Cuccinelli and Blackwell also say the current version of H.R. 4 directly override previous Supreme Court rulings.

“As the Senate moves to consider H.R. 4, the eyes of West Virginia and the nation will be on Manchin,” they wrote. “He will face intense pressure from the left, but if he remains true to his principles and his word — rejecting partisan voting bills and preserving the filibuster — he will stick with the people of West Virginia and reject H.R. 4 as the radical, hyper-partisan bill that it is.”

Last month, U.S. Representative Rodney Davis (R-Illinois) detailed Manchin’s “compromise” wish list against the passed version.

Davis says Manchin wanted a voter identification requirement, but the current version of H.R. 4 doesn’t provide that.

“The legislation ignores Sen. Manchin’s request for compromise and attacks voter ID at nearly every turn,” Davis wrote in a memo. “It would require any state with a ‘strict’ voter ID law to submit its existing statute to the DOJ for clearance and would prohibit any state from strengthening or enacting a voter ID statute without preclearance.”

Davis said the current bill also makes the Attorney General essentially an Elections Czar, which is something Manchin didn’t want. He wanted to see the AG’s authority of elections reduced.

“This bill would do the opposite, handing the Attorney General multiple new authorities and options to find that a state or locality has ‘violated’ voting rights through administrative functions within the AG’s sole purview.”

Manchin also wanted the removal of consent decrees from the definition of voting rights violations, but Davis said H.R. 4 currently “doubles down” on it, noting that it “specifically reiterates consent decrees, settlements or other agreements as triggers that could be included to invoke preclearance.”
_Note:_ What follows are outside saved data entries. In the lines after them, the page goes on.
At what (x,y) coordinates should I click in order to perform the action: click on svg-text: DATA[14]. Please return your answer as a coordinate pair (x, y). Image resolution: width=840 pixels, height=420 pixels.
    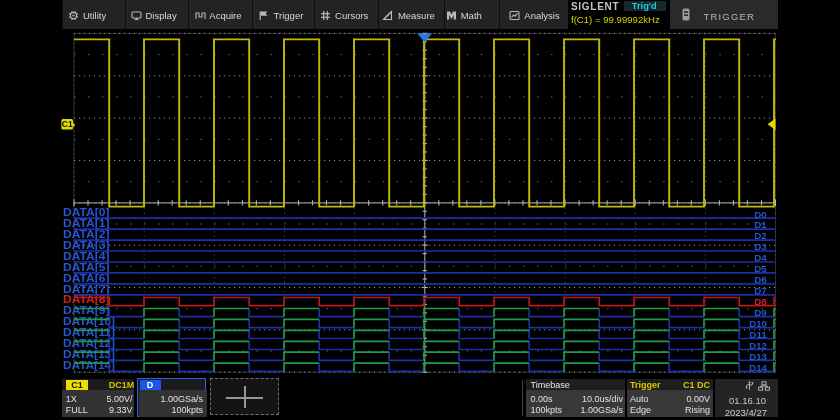
    Looking at the image, I should click on (89, 366).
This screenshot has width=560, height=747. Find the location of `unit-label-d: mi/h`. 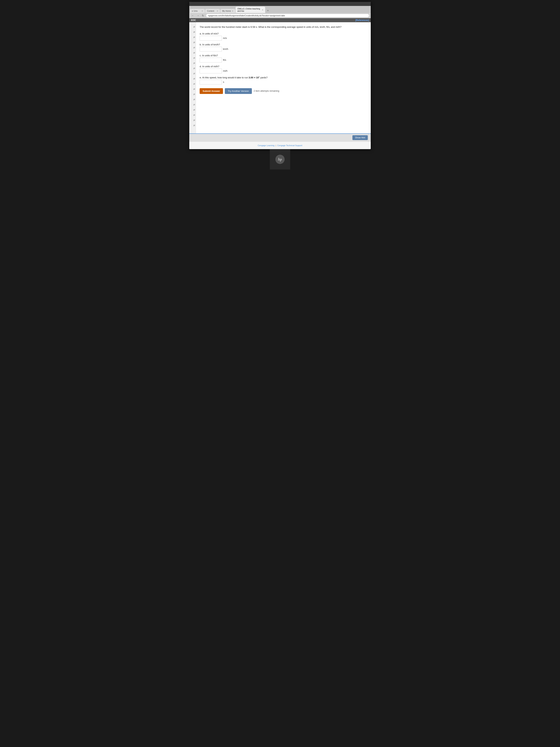

unit-label-d: mi/h is located at coordinates (225, 71).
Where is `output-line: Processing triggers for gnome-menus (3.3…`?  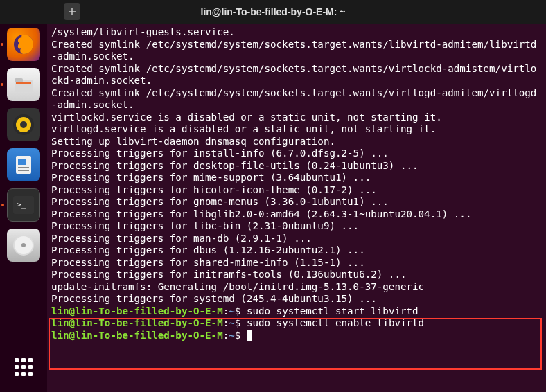 output-line: Processing triggers for gnome-menus (3.3… is located at coordinates (220, 202).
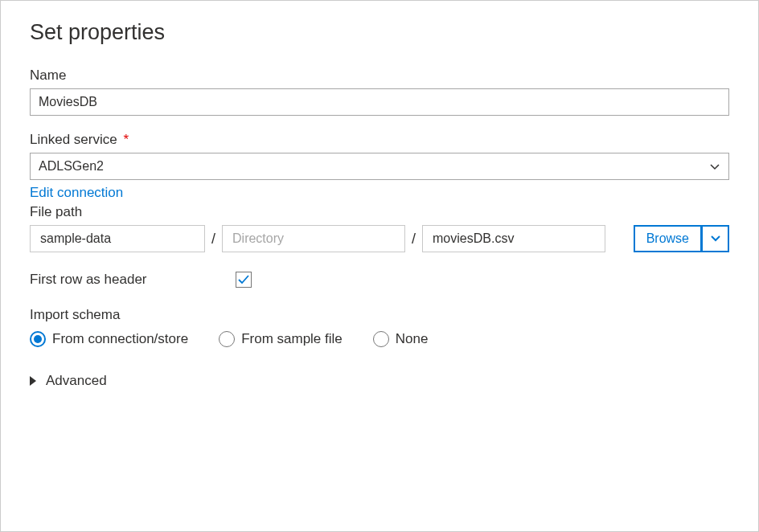 The image size is (759, 532). What do you see at coordinates (380, 327) in the screenshot?
I see `import-schema-section: Import schema From connection/store From…` at bounding box center [380, 327].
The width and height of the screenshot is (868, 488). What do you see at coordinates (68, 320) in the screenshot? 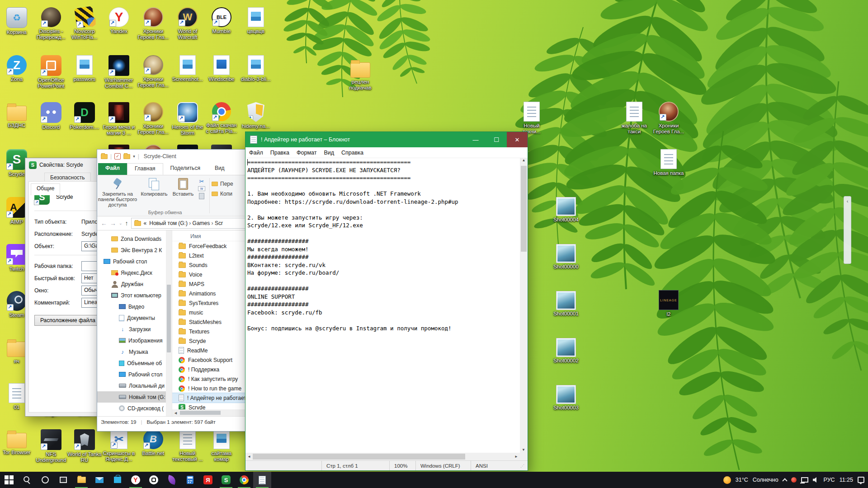
I see `button-расположение-файла: Расположение файла` at bounding box center [68, 320].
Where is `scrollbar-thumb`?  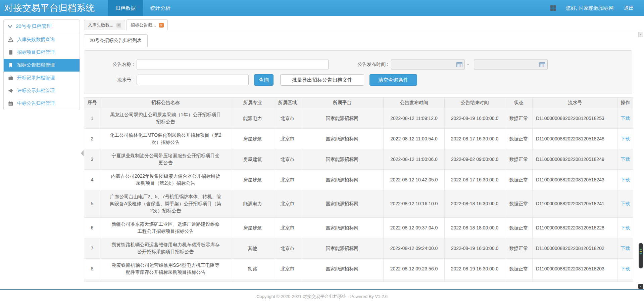
scrollbar-thumb is located at coordinates (641, 256).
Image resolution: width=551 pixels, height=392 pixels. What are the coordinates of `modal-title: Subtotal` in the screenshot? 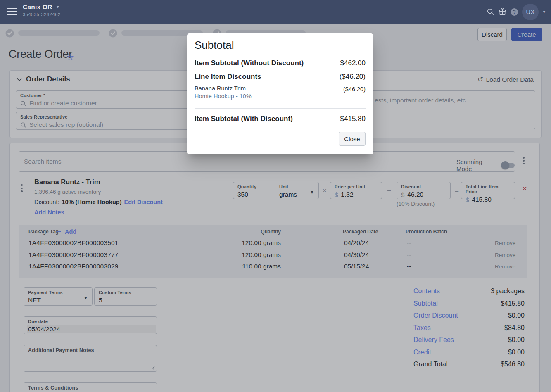 It's located at (214, 45).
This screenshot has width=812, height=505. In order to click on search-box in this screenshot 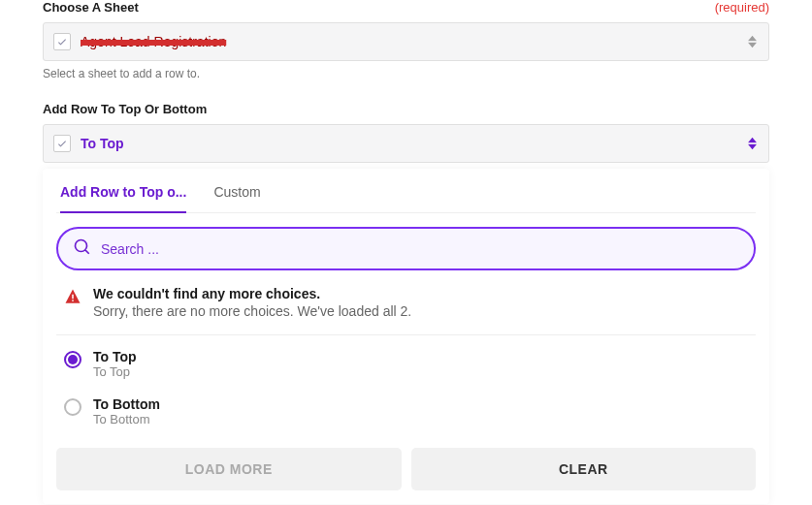, I will do `click(406, 248)`.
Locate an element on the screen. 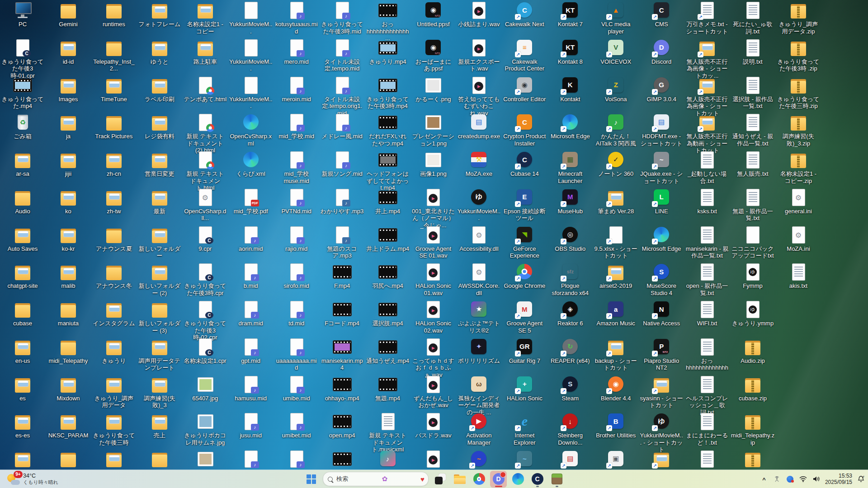 The height and width of the screenshot is (488, 868). desktop-icon: maniuta is located at coordinates (68, 314).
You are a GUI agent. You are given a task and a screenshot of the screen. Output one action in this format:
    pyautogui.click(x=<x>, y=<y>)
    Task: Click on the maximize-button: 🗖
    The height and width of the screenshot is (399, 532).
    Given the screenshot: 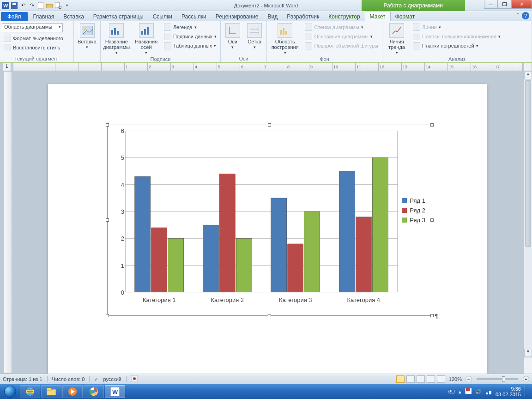 What is the action you would take?
    pyautogui.click(x=505, y=5)
    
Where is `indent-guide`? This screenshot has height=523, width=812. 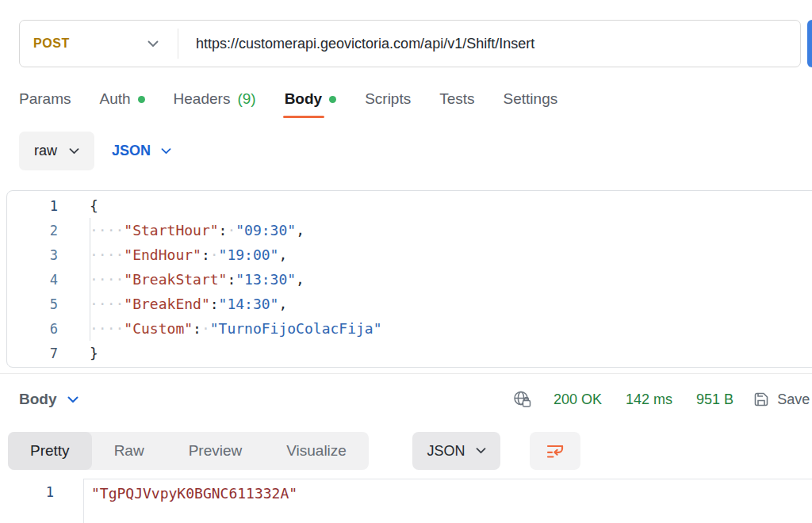
indent-guide is located at coordinates (90, 279).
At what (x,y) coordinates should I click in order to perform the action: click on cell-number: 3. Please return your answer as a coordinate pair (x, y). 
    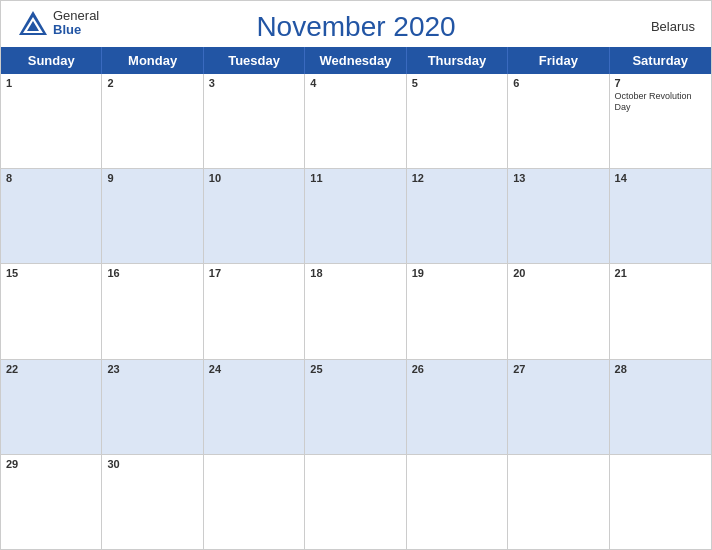
    Looking at the image, I should click on (254, 83).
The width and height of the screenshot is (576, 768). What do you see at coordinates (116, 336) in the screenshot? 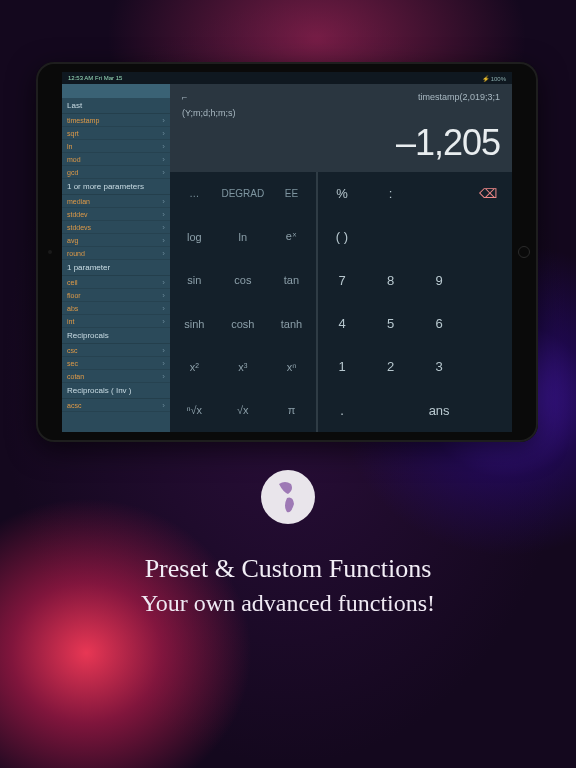
I see `sidebar-group-header: Reciprocals` at bounding box center [116, 336].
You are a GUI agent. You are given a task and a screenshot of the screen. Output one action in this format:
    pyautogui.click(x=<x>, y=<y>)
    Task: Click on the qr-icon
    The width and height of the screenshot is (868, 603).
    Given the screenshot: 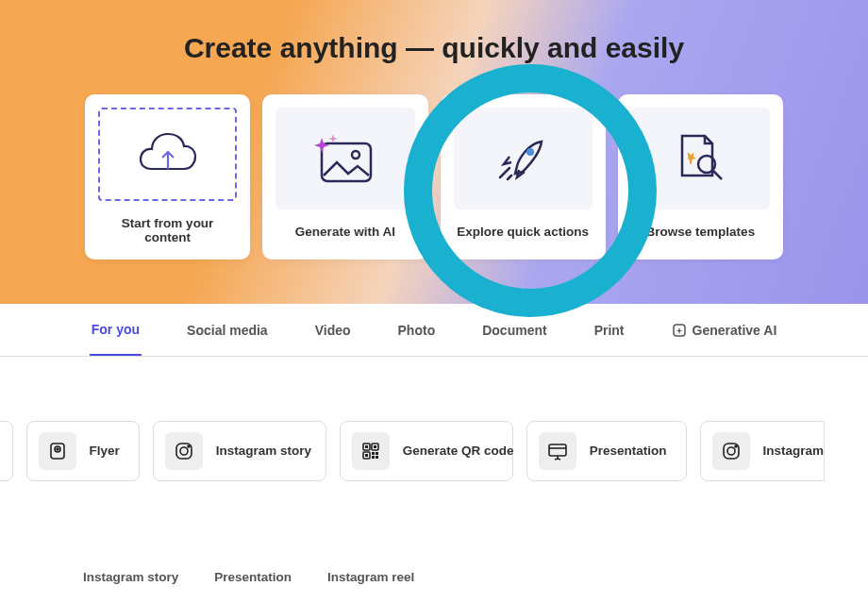 What is the action you would take?
    pyautogui.click(x=371, y=451)
    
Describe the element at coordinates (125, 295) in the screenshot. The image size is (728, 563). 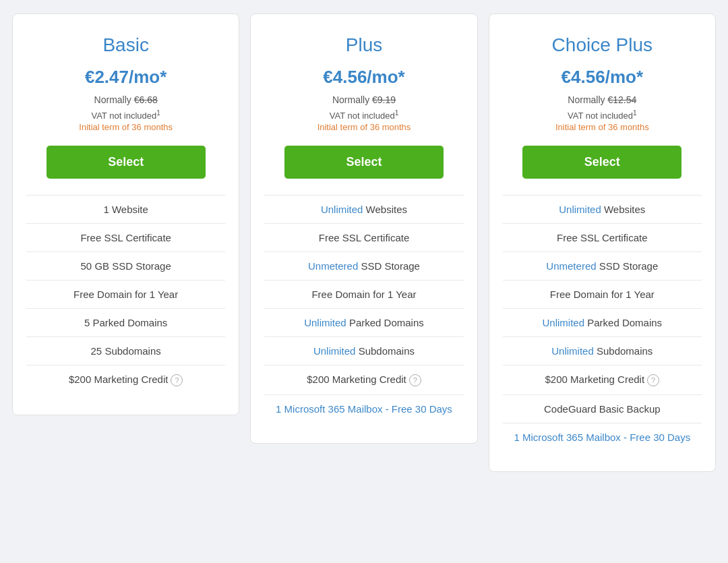
I see `features-list-basic: 1 WebsiteFree SSL Certificate50 GB SSD S…` at that location.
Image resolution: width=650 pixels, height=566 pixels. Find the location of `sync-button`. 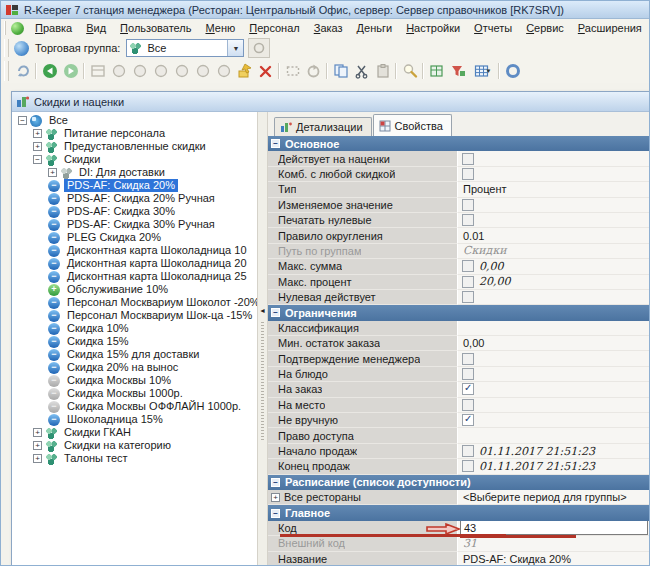

sync-button is located at coordinates (512, 71).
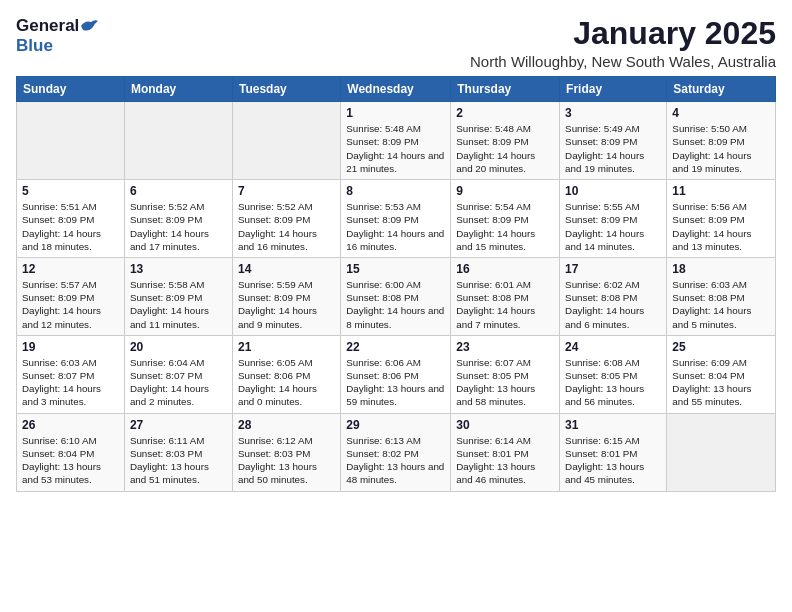 The width and height of the screenshot is (792, 612). I want to click on calendar-week-row: 26Sunrise: 6:10 AM Sunset: 8:04 PM Dayli…, so click(396, 452).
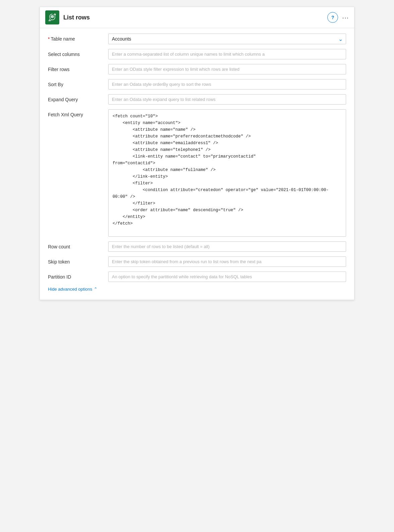 Image resolution: width=394 pixels, height=532 pixels. What do you see at coordinates (197, 17) in the screenshot?
I see `header: List rows ? ···` at bounding box center [197, 17].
Davis says Manchin also wanted “objective measures for voting discrimination,” but H.R. 4 is “intentionally vague.”

“The new version of H.R. 4 has multiple sections with extremely vague definitions of what constitutes a violation, making it nearly impossible for states and localities to understand when they might be violating the act, whether intentionally or unintentionally.”

Finally, Davis said Manchin was concerned the preliminary relief standard already was too low. But, he says the new bill lowers that even further.

Democrats have pushed a companion bill known as the For the People Act, but Republicans oppose the measure and Democrats disagree on key parts of that legislation. Still, Democrats say both bills are needed.

Manchin’s office has not return repeated messages from The West Virginia Record seeking comment. But in an analysis posted on CNN.com, editor-at-large Chris Cillizza said H.R. 4 is doomed in the Senate because of Manchin and Senator Kyrsten Sinema of Arizona.

Cillizza predicts the bill won’t become law “or even come up for debate in the Senate.”

“See, Manchin and Sinema both oppose the elimination of the legislative filibuster,” Cillizza wrote. “Which means that the measure would need to secure 60 votes in order to end unlimited debate in the Senate and come up for a final vote. And that just isn't going to happen.”

In June, Manchin said he opposed the For the People Act and said he would not vote to end the filibuster for voting rights legislation.

“Democrats can't change the Senate rules to abolish the legislative filibuster unless all 50 of their senators (and the two independents who caucus with them) support such a rule change,” Cillizza wrote. “And, for the foreseeable future, they have only 48 votes.”